Barbara Goss Levi Explained

Barbara Suzanne Goss Levi (born 1943) is an American physicist, physics writer, and editor.

Education and career

Levi is a graduate of Carleton College, where she majored in physics. She earned a Ph.D. in 1971 at Stanford University, concentrating in particle physics. Her dissertation, Low energy pion-nucleon scattering, was supported by the United States Atomic Energy Commission, and analyzed experimental data from the SLAC National Accelerator Laboratory.

She was a faculty member in physics at Fairleigh Dickinson University from 1970 to 1976, and at Georgia Tech from 1976 to 1980. She also consulted for the congressional Office of Technology Assessment through its period of operation from the 1970s until its closure in 1995, and was a researcher in arms control at Princeton University in the Center for Energy and Environmental Studies from 1981 to 1987, with a year on leave at Bell Labs. She was a visiting professor at Rutgers University in 1988–1989, and in the same years chaired the Forum on Physics and Society of the American Physical Society (APS).

Meanwhile, she became an assistant editor for the American Institute of Physics in 1969. After completing her doctorate, she continued at the American Institute of Physics as consulting editor from 1971 to 1987, associate editor from 1987 to 1988, and senior associate editor from 1989 to 1992, before becoming senior editor in 1992. During this period, she was a regular columnist for the Institute's magazine Physics Today, and edited the magazine's news section. She stepped down as senior editor in 2003, continuing as a contributing editor.

Books

Levi is the editor of books including:

Recognition

Levi was named a Fellow of the American Physical Society in 1991, after a nomination from the APS Forum on Physics and Society, "for her objective analyses and expositions of the physics behind many nuclear weapons issues, and for her lucid explanations of current research for the readers of Physics Today". She was also elected as a Fellow of the American Association for the Advancement of Science in 1992.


_WORK REQUEST_
For each line of the data below that includes the string "plot", count one, and answer with the sum only.

_DATA FOR PROCESSING_
● ● ● ● ● ● ●

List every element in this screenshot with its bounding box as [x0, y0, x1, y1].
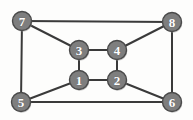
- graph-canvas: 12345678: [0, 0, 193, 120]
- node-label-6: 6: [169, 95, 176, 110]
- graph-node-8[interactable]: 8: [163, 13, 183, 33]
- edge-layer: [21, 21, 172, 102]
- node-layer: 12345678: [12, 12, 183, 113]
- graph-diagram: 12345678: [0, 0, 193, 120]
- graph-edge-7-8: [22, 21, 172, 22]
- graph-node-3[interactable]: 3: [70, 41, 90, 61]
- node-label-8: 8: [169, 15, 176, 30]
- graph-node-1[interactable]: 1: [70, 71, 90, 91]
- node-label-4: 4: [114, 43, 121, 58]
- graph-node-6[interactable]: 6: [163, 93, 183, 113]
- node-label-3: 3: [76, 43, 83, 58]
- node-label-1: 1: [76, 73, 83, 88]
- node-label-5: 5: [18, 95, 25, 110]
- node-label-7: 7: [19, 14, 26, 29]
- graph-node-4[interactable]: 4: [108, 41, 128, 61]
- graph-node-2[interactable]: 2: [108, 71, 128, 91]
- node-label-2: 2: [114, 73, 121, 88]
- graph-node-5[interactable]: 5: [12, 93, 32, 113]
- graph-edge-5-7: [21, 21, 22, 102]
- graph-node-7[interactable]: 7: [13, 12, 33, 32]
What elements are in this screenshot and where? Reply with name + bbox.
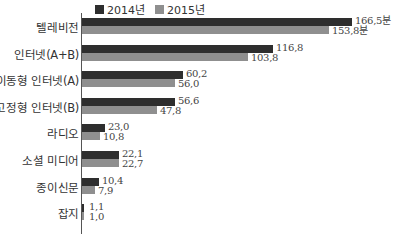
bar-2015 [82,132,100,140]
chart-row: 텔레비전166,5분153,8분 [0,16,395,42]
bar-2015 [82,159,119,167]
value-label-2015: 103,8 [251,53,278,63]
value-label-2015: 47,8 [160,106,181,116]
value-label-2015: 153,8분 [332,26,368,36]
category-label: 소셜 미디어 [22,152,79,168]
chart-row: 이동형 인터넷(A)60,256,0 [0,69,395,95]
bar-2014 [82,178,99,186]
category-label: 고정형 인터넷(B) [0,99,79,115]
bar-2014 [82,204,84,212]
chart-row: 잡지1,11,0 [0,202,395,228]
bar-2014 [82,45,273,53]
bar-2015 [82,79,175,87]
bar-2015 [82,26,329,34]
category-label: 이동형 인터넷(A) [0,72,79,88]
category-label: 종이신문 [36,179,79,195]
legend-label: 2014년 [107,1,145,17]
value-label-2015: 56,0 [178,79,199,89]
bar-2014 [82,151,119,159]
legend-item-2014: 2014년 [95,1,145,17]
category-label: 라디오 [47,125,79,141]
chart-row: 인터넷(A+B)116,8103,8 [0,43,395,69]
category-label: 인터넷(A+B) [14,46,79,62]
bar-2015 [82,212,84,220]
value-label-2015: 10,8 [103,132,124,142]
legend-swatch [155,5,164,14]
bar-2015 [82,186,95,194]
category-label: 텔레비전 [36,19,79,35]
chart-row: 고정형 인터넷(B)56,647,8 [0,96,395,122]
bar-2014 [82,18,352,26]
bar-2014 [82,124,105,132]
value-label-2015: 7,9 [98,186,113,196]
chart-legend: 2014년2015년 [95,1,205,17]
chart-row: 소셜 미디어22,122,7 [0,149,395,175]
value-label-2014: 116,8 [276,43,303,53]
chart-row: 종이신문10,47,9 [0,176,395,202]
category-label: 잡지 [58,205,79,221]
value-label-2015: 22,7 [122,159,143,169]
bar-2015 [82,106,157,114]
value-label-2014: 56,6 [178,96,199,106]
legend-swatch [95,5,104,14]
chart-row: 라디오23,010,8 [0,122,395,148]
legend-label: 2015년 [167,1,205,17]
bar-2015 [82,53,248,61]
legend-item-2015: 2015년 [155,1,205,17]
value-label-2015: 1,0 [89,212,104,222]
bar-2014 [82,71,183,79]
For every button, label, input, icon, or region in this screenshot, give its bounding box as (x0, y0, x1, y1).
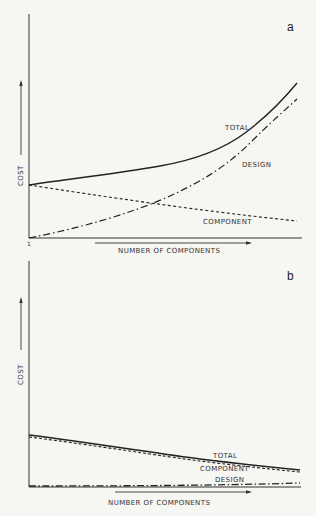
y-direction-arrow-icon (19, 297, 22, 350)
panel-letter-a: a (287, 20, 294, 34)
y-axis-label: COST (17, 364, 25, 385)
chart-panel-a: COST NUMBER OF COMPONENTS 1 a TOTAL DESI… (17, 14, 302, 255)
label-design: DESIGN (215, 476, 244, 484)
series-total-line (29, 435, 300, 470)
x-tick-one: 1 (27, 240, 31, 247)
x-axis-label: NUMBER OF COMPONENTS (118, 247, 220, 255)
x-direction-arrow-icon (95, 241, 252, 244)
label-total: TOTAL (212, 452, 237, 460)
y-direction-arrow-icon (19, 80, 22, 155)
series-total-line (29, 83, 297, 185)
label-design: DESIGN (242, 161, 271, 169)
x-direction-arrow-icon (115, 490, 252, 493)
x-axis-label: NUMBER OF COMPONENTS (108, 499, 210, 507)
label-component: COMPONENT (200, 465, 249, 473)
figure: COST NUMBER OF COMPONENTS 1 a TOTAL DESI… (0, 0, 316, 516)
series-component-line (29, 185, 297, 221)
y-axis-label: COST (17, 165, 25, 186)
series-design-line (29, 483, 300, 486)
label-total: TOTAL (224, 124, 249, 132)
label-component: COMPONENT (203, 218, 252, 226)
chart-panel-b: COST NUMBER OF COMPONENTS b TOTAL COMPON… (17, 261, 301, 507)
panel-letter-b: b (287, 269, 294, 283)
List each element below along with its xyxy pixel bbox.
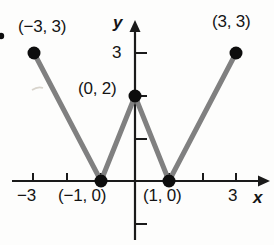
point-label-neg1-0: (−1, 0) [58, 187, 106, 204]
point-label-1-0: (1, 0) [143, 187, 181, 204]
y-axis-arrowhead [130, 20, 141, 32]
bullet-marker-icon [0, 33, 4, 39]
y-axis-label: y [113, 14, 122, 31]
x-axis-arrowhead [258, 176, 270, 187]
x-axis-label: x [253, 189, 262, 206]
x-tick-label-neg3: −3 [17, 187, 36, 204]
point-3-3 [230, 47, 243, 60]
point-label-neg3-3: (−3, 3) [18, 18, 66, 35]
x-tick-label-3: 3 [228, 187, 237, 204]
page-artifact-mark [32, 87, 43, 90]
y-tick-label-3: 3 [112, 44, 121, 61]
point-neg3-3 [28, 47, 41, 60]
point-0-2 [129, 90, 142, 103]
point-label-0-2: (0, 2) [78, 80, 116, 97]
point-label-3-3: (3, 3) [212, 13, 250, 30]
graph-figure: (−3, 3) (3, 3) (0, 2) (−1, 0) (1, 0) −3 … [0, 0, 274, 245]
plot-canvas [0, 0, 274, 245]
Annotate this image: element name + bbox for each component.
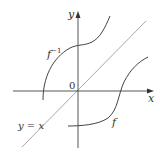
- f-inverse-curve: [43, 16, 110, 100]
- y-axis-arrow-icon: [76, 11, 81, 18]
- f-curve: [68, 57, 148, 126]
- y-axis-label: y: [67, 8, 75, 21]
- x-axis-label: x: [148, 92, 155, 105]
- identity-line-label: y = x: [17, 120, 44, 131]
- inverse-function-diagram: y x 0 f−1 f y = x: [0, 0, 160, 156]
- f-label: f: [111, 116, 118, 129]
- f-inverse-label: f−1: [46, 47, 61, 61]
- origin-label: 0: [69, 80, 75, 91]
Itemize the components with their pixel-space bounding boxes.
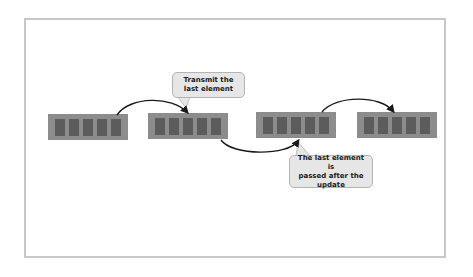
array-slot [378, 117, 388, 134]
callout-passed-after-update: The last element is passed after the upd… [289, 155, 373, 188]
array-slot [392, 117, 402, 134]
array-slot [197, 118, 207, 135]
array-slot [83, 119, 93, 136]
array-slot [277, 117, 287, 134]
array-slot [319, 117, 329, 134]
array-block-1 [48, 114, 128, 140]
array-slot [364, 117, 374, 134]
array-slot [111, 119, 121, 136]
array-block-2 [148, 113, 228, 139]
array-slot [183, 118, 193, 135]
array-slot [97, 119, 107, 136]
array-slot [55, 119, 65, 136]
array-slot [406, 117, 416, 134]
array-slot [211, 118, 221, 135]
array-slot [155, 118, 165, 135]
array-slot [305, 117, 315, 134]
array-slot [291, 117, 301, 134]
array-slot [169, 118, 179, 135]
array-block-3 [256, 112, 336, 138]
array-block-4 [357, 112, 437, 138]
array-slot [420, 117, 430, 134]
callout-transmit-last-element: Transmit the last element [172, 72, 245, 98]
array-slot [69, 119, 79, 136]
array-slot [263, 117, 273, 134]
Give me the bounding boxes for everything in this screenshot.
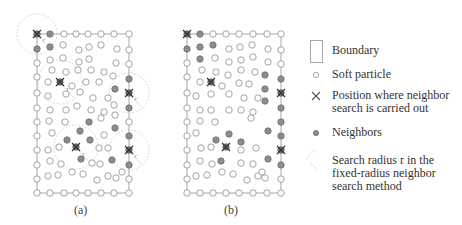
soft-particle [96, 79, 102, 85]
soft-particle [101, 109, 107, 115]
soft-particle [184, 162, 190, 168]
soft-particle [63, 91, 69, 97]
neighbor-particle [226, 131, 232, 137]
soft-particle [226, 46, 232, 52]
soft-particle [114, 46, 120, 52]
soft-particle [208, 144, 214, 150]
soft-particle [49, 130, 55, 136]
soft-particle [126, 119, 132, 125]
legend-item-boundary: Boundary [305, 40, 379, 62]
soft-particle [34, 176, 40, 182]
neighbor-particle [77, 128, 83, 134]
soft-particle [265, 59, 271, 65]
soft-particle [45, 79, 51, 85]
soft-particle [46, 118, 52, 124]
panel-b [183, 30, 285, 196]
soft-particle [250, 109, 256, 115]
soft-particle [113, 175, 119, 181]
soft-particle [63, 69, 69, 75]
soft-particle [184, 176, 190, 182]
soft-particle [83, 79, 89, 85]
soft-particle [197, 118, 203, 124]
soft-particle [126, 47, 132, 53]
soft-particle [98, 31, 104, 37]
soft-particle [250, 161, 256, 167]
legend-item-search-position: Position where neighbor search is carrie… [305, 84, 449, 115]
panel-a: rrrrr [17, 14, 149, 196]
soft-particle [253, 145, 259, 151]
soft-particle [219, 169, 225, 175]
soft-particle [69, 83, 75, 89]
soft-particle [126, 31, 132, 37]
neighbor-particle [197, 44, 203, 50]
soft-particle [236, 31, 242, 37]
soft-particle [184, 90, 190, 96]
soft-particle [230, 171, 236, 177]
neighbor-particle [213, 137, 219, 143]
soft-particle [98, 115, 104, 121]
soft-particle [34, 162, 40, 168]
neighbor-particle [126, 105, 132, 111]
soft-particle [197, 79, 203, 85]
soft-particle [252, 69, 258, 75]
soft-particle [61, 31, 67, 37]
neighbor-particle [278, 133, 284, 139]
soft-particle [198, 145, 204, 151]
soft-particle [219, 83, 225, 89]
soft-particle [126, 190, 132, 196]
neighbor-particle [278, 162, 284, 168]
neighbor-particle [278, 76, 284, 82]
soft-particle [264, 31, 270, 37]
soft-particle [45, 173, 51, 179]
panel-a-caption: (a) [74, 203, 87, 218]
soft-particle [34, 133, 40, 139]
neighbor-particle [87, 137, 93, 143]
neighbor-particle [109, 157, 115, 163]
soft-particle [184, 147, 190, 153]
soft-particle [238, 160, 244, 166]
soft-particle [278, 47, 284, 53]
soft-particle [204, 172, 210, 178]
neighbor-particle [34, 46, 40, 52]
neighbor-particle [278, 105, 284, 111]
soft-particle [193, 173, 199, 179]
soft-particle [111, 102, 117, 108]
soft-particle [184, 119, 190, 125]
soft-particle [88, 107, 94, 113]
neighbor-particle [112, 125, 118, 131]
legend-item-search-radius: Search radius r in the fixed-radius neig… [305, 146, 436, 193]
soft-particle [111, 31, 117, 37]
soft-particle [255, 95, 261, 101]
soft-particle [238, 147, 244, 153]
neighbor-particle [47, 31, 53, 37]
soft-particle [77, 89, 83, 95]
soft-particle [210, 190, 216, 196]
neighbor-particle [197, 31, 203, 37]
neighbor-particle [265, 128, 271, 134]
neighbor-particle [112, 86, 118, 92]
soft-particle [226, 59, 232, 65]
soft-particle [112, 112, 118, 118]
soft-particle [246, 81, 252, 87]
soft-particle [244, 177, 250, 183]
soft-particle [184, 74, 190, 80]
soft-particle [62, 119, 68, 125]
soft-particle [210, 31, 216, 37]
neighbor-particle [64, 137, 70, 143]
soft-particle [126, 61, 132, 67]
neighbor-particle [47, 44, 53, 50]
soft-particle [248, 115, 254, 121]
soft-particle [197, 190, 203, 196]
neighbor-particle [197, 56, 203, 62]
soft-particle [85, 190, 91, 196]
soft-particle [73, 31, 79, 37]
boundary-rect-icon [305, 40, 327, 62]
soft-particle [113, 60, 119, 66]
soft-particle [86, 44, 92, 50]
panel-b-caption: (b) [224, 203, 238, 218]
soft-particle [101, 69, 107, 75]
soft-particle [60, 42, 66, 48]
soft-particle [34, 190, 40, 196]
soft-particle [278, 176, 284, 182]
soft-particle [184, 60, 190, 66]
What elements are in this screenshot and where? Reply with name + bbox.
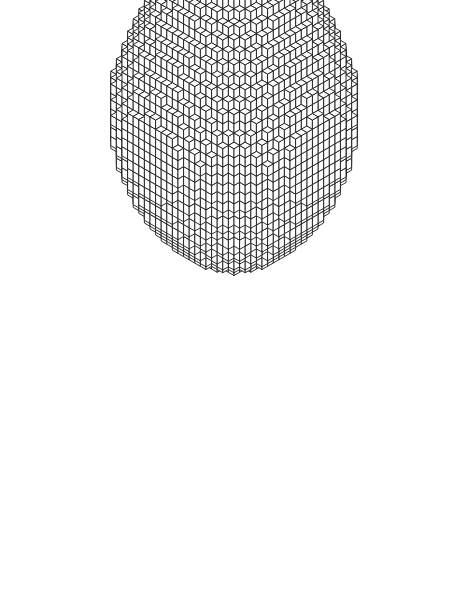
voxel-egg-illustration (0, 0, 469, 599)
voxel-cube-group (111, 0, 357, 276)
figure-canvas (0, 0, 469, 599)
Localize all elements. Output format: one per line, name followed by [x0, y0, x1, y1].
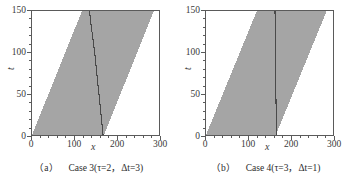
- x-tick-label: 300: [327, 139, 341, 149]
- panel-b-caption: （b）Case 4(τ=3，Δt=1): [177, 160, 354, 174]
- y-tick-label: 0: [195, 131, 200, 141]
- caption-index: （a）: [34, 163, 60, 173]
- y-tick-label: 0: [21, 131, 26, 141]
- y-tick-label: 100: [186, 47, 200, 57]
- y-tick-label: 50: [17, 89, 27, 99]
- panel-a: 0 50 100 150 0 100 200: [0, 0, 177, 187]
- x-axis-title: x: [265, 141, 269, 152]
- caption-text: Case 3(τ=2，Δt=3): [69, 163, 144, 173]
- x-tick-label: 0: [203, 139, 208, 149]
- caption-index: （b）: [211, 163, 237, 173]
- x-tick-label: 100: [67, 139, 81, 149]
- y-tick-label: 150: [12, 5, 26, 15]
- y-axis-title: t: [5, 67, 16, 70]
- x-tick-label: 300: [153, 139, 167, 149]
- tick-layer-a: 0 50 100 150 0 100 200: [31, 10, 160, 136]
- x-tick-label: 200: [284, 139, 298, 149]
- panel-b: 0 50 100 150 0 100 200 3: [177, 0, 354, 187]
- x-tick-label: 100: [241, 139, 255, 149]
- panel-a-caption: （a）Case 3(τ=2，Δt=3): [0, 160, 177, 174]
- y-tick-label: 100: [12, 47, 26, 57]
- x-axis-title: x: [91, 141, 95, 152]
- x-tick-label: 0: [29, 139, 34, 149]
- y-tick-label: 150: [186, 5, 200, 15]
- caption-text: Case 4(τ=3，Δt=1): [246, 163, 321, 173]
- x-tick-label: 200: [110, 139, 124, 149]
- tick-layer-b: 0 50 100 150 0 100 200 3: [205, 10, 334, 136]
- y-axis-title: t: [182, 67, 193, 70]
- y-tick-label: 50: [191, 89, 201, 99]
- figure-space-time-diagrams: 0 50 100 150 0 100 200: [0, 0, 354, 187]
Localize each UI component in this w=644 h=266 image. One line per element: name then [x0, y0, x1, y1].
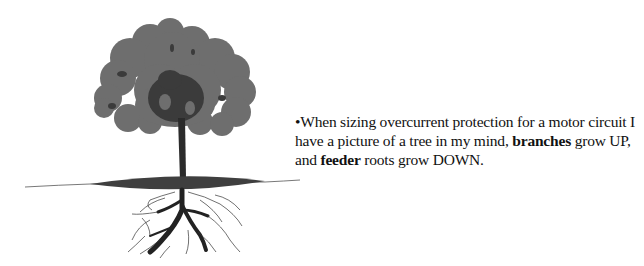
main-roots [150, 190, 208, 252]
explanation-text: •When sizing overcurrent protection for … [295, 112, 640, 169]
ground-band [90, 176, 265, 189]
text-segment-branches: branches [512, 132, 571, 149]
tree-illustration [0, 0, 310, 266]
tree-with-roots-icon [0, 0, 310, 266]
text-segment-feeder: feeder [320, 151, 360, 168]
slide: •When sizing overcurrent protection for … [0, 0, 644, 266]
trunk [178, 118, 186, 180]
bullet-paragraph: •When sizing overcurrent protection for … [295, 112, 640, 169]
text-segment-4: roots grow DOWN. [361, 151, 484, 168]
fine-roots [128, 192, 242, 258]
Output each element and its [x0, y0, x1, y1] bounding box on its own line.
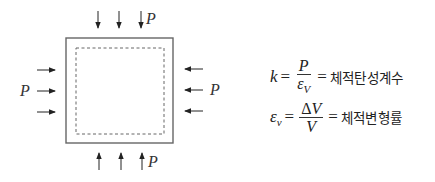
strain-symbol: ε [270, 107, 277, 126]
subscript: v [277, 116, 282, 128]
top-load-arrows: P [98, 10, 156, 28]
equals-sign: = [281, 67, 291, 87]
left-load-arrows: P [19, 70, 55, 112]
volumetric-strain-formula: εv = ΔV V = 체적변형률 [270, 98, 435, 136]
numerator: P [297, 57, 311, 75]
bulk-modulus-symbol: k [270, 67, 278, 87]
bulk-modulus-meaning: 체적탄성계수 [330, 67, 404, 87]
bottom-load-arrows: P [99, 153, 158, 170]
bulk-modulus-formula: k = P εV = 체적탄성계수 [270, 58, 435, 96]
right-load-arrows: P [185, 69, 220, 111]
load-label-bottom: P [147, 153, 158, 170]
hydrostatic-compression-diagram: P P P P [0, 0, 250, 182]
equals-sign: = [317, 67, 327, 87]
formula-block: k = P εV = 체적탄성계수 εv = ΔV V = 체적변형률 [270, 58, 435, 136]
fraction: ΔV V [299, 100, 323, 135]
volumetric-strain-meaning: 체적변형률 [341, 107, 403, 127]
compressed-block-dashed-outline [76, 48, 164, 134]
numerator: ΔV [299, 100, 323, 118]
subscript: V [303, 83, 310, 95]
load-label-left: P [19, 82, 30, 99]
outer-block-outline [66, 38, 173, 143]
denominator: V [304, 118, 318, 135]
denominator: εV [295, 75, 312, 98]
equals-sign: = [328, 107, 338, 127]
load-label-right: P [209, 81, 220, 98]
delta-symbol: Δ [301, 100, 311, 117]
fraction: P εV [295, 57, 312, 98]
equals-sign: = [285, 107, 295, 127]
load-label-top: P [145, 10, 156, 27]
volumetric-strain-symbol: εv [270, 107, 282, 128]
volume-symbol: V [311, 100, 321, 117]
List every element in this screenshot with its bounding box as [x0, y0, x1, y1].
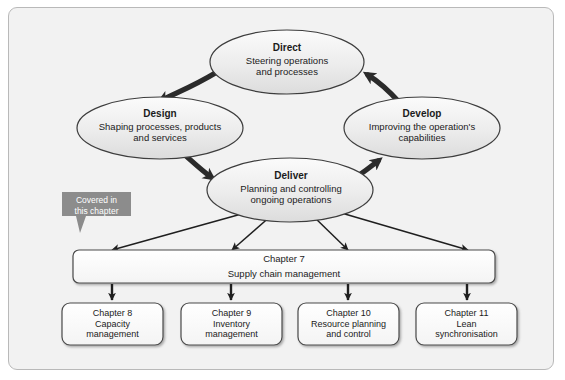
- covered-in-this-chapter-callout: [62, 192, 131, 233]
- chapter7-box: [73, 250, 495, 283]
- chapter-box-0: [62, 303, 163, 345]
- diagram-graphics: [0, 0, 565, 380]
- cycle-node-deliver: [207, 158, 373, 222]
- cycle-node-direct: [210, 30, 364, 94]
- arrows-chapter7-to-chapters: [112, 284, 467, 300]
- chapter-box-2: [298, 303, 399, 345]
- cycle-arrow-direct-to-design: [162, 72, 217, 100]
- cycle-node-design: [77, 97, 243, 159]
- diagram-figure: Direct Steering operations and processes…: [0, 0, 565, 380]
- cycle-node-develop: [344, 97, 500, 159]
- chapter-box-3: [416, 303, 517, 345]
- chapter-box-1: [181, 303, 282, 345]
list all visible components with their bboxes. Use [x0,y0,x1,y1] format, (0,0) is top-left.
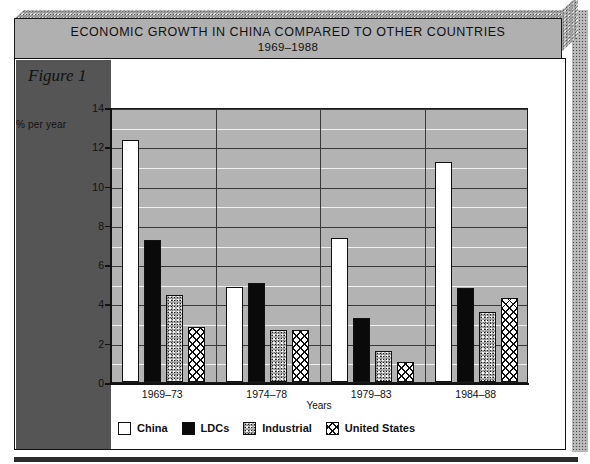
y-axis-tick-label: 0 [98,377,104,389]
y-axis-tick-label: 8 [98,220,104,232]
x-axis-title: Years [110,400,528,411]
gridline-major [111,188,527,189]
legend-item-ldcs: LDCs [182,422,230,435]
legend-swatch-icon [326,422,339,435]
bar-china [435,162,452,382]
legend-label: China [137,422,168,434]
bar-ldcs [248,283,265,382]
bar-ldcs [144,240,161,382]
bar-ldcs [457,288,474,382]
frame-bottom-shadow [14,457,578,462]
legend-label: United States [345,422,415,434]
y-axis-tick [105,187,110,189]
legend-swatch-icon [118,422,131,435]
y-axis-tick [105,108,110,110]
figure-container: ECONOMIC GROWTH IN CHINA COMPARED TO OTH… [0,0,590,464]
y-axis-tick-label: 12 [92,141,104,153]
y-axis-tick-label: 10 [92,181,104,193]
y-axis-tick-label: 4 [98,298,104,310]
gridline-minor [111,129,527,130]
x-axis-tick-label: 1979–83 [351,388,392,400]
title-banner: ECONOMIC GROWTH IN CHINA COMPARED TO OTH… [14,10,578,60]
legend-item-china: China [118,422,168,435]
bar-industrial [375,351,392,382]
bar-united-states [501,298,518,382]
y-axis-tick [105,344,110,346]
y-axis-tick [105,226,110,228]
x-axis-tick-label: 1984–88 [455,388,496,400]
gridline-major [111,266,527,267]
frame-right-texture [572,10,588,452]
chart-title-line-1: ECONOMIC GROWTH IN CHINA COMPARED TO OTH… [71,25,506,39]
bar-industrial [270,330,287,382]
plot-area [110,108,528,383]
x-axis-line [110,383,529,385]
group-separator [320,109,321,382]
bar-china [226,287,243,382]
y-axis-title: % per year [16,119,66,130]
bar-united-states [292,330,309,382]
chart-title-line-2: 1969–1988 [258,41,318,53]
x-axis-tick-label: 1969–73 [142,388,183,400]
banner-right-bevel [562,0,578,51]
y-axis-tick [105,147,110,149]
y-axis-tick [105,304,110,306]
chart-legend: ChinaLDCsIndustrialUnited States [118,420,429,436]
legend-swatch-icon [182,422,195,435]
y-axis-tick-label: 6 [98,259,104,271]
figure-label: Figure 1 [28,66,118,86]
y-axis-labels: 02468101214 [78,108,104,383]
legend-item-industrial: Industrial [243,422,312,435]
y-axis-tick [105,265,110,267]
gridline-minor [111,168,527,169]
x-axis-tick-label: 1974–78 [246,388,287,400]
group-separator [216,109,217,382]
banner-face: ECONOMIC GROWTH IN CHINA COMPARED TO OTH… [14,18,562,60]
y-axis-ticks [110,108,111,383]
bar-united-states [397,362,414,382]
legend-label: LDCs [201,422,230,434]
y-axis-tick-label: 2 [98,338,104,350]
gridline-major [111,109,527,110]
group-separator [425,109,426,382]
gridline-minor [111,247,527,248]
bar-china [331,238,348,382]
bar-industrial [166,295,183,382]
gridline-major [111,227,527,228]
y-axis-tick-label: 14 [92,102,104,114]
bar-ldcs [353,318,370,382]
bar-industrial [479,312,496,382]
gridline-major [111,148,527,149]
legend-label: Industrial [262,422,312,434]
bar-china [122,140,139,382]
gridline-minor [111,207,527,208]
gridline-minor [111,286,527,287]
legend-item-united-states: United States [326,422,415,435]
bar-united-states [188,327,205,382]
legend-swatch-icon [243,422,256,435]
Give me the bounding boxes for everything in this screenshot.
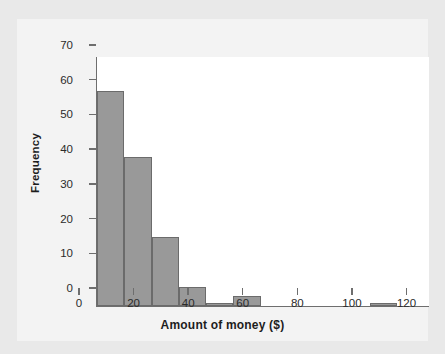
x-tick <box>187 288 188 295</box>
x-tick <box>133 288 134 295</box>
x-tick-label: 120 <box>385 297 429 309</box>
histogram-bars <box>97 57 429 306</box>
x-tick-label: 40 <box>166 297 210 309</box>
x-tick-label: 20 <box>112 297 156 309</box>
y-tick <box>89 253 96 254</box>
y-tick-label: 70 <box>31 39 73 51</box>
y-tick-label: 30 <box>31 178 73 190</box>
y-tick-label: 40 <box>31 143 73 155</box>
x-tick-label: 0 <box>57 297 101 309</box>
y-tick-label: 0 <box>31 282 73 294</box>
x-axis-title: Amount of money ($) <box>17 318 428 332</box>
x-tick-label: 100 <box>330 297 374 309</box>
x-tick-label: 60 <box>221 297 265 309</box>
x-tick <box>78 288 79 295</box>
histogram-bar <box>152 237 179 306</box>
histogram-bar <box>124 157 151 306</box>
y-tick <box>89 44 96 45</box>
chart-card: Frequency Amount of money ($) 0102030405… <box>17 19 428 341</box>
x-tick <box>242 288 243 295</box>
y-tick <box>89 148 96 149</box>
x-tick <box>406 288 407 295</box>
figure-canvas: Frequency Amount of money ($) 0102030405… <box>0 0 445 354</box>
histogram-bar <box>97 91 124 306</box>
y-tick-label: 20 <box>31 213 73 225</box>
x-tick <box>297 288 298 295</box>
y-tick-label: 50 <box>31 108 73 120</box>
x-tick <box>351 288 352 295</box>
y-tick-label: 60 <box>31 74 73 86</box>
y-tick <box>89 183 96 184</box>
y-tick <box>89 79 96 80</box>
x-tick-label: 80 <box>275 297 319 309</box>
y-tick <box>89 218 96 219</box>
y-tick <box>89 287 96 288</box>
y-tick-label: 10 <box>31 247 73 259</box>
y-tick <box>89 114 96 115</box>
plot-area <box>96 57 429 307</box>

● ● ● ● ● ● ●

_TASK OUTPUT_
3